Blog | Harrison Clarke

Why is DevOps referred to as a culture?

Written by Firas Sozan | Jul 8, 2021 3:45:00 PM

DevOps grew out of the Agile manifesto formulated in 2001 as a new way of developing software that focused on “individuals and interactions over processes and tools,” “customer collaboration over contract negotiation,” or “responding to change over following a plan.”

When this revolutionary approach to software development was finally implemented in operations, the result was a team where everyone works toward the same goal and communicates without any organizational barriers. DevOps dissolved the inevitable tensions between traditionally siloed teams and instated a new era of collaboration where engineers work side by side to deliver innovative and more reliable new features faster.

The purpose of DevOps is to enable faster delivery of higher quality software. But DevOps is more than a set of tools or a paradigm–it is often designated as the intersection between culture, processes, and tools. The foundational principle of DevOps is to apply a developer mindset to the operations team. This new approach to software development promotes increased collaboration and open communication. Through continuous learning and improvement, engineers are able to improve quality and deliver products faster to market, thus increasing user satisfaction and ROI.

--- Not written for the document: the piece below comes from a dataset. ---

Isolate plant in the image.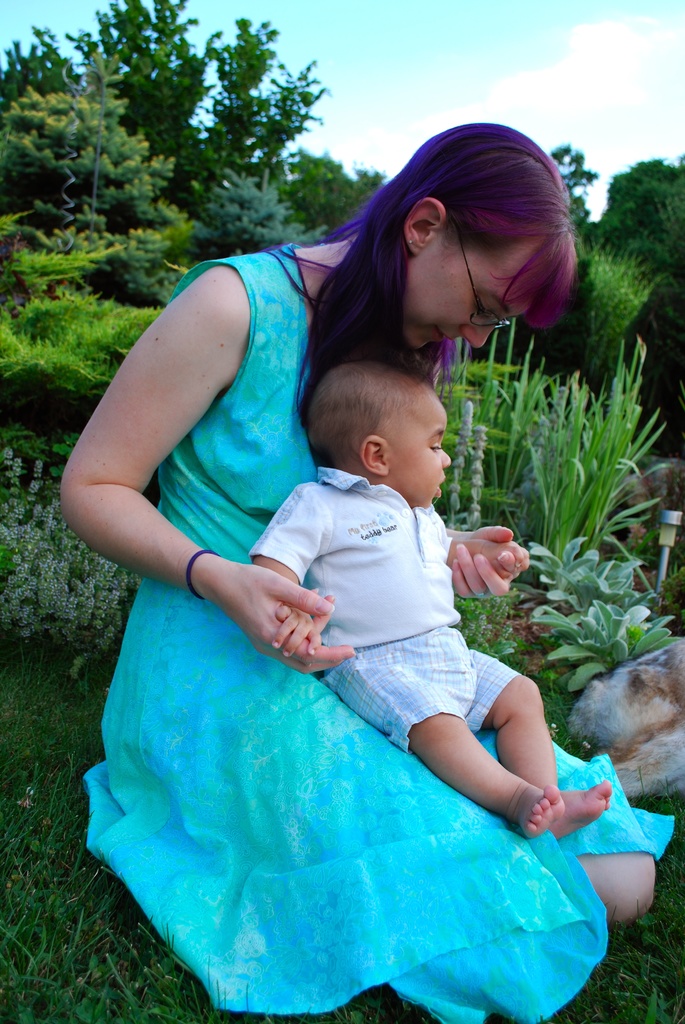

Fig 1: The DevOps Lifecycle

To effectively bring under the same umbrella two formerly divided groups requires a cultural transformation at an organizational level. Furthermore, the DevOps processes and culture incorporate infrastructure engineering, security, risk of failure management, and the end consumers into the software development cycle. Since the method encompasses more than just development and operations, it requires a company culture that allows and supports such a singular shift.

The tech world frequently talks about a DevOps culture because, in its essence, the practice is more about people and how they work together than about technology or using a specific set of tools. DevOps revolves around a key tenet of continuous communication, learning, and shared goals and responsibilities between developers and the operations team.

The premise is ambitious, but bringing together conventionally separate teams is no easy feat. No matter what or how many advanced tools or processes the team uses, without an organizational culture rooted in transparency, empathy, and trust, a culture that enables the core principles of DevOps, a company will fail to benefit from the full potential of the DevOps practice. After all, without the proper cultural positioning, tools can only take you so far.

Fig. 2: What Makes a DevOps Culture Successful?



The DevOps community is unwavering: DevOps is not a role–it is a culture. DevOps is a revolutionary way of approaching software development that involves the entire organization, not just the developers and the operations team. Simply adopting automated testing, agile planning, or continuous delivery can’t yield the actual benefits of DevOps.

Although important, no amount of processes and tools will work without a necessary cultural shift that embraces the core values of DevOps. As many professionals in the space call it, DevOps is a “trinity of people and culture, process and practice, tools and technology.”